Welfare Money Being Used to Post Bail?
Rachel Sheffield /
Welfare cash may have been used to get a Massachusetts drug dealer “out of jail free.”
The Boston Herald reports:
Kimball Clark, 45, was locked up Friday on drug-dealing charges—again—when he was overheard using his one phone call to ask the person on the other end of the line to “get my EBT [Electronic Benefit Transfer] card and go to the ATM and get the money to bail me out, get me outa here tonight,”’ according to a Boston police report.
The EBT system provides benefits—including food stamps and cash assistance—through a plastic debit card.
Although Clark posted bail, says the Herald, where he got the money remains unverified.
But that’s part of the problem. State Representative Russell E. Holmes (D) said that “there’s no way to track it. When it comes to how much of this has happened in jail, there’s no way for us to know that.”
“It’s another outrage,” said Massachusetts state Representative Shaunna O’Connell (R). “When we were on the EBT Card Commission, I fought to get bail bondsmen on that list of places where people could not use their EBT cards.
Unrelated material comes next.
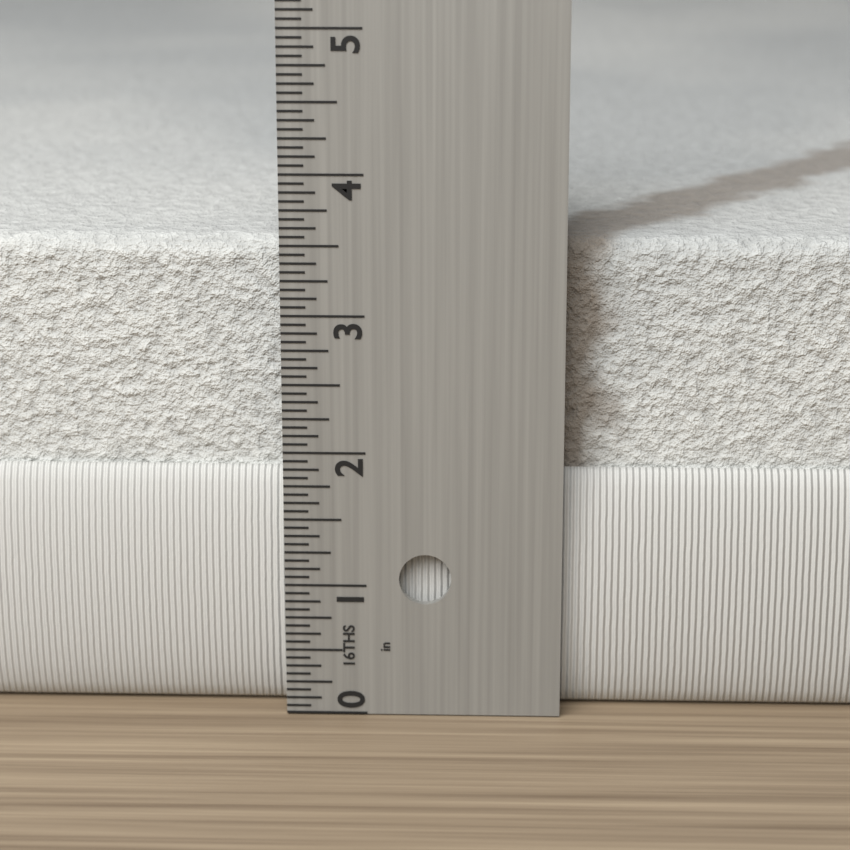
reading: 3.5000 in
They fought me on it and told me people can’t use their EBT cards in that way.”
O’Connell went on:
The problem is that you can tell people they can’t use their cards here, but when they can go across the street, get cash and then pay their bail or get a tattoo, that’s the problem.… You can’t stop that. It always comes back to cash access.
According to the federal government’s own data, welfare fraud is costing taxpayers billions each year. On top of fraud, recent events such as an Alabama nightclub advertising a “Food Stamp Friday” party ($5 entry with a food stamps card and free shots at the door) illustrate a great need to reform a welfare system that fails to promote personal responsibility.
The vast majority of the federal government’s 70 plus welfare programs do not include measures to promote self-reliance. Work requirements or time limits are either non-existent or weak. Additionally, the federal government has even been promoting measures to make it easier for individuals to get on welfare and stay on it.
Government dependence does not help individuals; it creates a culture of entitlement where fraud can flourish. Welfare programs should encourage personal responsibility by promoting work. Doing so respects not only the dignity of individual in need but also American taxpayers.